Gold plans have become relatively much cheaper for subsidized buyers on the ACA exchanges since Cost Sharing Reduction subsidy payments were terminated in the fall of 2017. Insurers have responded by placing the full cost of these subsidies onto only Silver plans. This has upped the benchmark premiums and made the net of subsidy prices for non-Silver plans much cheaper. Bronze plans have a target actuarial value of 60% and Gold plans have a target actuarial value of 80% while Silver has a target value of 70% and a silver loaded value in the mid-80s before risk adjustment does weird things to premiums. Hundreds of counties on Healthcare.gov have at least one Gold plan that has a premium below the silver benchmark.
Insurers have an amazing latitude in designing their plans. A Gold plan in 2020 can’t have an out of pocket limit above $8,150 and it has to have an actuarial value between 76% and 82%. Beyond that, insurers can do what they want basically whatever they want. I am curious as to what the smallest maximum out of pocket amount is for Gold plans?
I am mapping the lowest maximum out of pocket maximum for a Gold plan in the map above.
Very different alloys of Gold are available on Healthcare.gov.
There are low maximum out of pocket gold plans in North Jersey, Arkansas, central Atlantic coast Florida, Kansas, Wisconsin and a couple of other spots where the lowest out of pocket limit for a Gold plan is under $3,500. Structurally, most of the cost-sharing in these plans will be in the form of a deductible and there will be few exemptions from cost-sharing.
On the other hand, most of Texas and Oklahoma as well as big chunks of North Carolina and Virginia only offer Gold plans that have the maximum allowable out of pocket limit. These plans tend to have smaller deductibles and more services that are no cost-sharing.
Both of these choices can produce benefits. Individuals who know that they are going to have very big claims in a year will prefer, for a given actuarial value, that most if not all of their cost sharing will be in deductibles. A deductible only or a deductible heavy plan means that the individuals who have fairly light healthcare expenditures will be paying a large share of their health expenditure in cost-sharing. As the healthy pay relatively more, the sick pay relatively less.

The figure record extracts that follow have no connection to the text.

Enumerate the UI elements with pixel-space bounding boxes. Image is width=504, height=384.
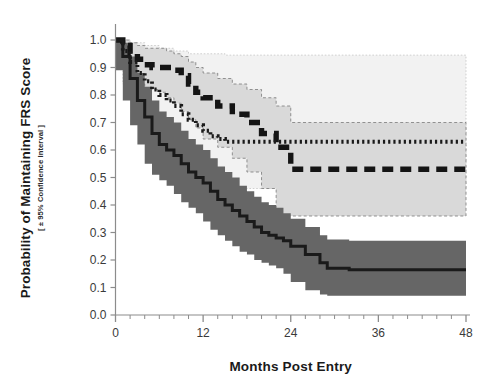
y-tick-label: 0.8	[90, 88, 107, 102]
y-tick-label: 0.2	[90, 253, 107, 267]
y-tick-label: 0.0	[90, 308, 107, 322]
y-tick-label: 0.1	[90, 281, 107, 295]
y-tick-label: 0.7	[90, 116, 107, 130]
x-tick-label: 36	[372, 326, 386, 340]
y-tick-label: 0.5	[90, 171, 107, 185]
survival-chart-figure: 0.00.10.20.30.40.50.60.70.80.91.00122436…	[0, 0, 504, 384]
y-tick-label: 0.6	[90, 143, 107, 157]
x-axis-title: Months Post Entry	[229, 359, 352, 374]
x-tick-label: 0	[112, 326, 119, 340]
y-tick-label: 0.3	[90, 226, 107, 240]
x-tick-label: 48	[459, 326, 473, 340]
chart-canvas: 0.00.10.20.30.40.50.60.70.80.91.00122436…	[0, 0, 504, 384]
y-tick-label: 1.0	[90, 33, 107, 47]
y-axis-title: Probability of Maintaining FRS Score	[18, 57, 33, 298]
y-axis-subtitle: [ ± 95% Confidence Interval ]	[36, 125, 45, 232]
y-tick-label: 0.4	[90, 198, 107, 212]
x-tick-label: 12	[196, 326, 210, 340]
x-tick-label: 24	[284, 326, 298, 340]
y-tick-label: 0.9	[90, 61, 107, 75]
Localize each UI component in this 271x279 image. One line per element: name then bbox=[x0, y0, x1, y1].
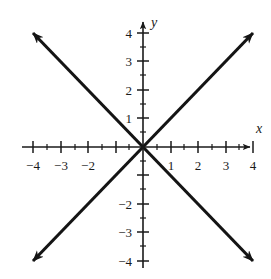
coordinate-graph-figure: −4 −3 −2 1 2 3 4 4 3 2 1 −2 −3 −4 x y bbox=[0, 0, 271, 279]
y-tick-label-2: 2 bbox=[126, 83, 133, 98]
x-tick-label-1: 1 bbox=[168, 158, 175, 173]
axis-names: x y bbox=[149, 15, 263, 136]
x-axis-label: x bbox=[255, 121, 263, 136]
y-tick-label--3: −3 bbox=[118, 225, 132, 240]
y-tick-label-3: 3 bbox=[126, 54, 133, 69]
cartesian-plot: −4 −3 −2 1 2 3 4 4 3 2 1 −2 −3 −4 x y bbox=[0, 0, 271, 279]
x-tick-label-2: 2 bbox=[195, 158, 202, 173]
x-tick-label--3: −3 bbox=[54, 158, 68, 173]
y-axis-label: y bbox=[149, 15, 158, 30]
y-tick-label--4: −4 bbox=[118, 254, 132, 269]
x-tick-label--4: −4 bbox=[26, 158, 40, 173]
x-tick-label--2: −2 bbox=[81, 158, 95, 173]
x-tick-label-3: 3 bbox=[223, 158, 230, 173]
y-tick-label-4: 4 bbox=[126, 26, 133, 41]
x-tick-label-4: 4 bbox=[250, 158, 257, 173]
line-y-equals-x-positive-ray bbox=[143, 33, 253, 147]
x-axis-tick-labels: −4 −3 −2 1 2 3 4 bbox=[26, 158, 257, 173]
y-tick-label--2: −2 bbox=[118, 197, 132, 212]
y-tick-label-1: 1 bbox=[126, 111, 133, 126]
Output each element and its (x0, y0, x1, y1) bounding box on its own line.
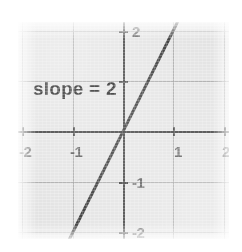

Plans that are light on deductible with many exemptions in the cost sharing are better (at a given actuarial value) for individuals with light healthcare utilization and low claims. The odds are that their utilization will either be in exempted categories or could be merely copay or coinsurance instead of full deductible coverage. However, individuals who have an expensive year will be paying through the nose in cost sharing. In many circumstances, the difference between a Bronze plan and a Gold plan for someone with $30,000 or $50,000 in claims will be monthly premiums (Bronze will be cheaper) and cash flow where Bronze might be all deductible so all cost-sharing is up-front while the Gold plan will spread out the cost sharing over several months.
Not all that glitters is truly gold.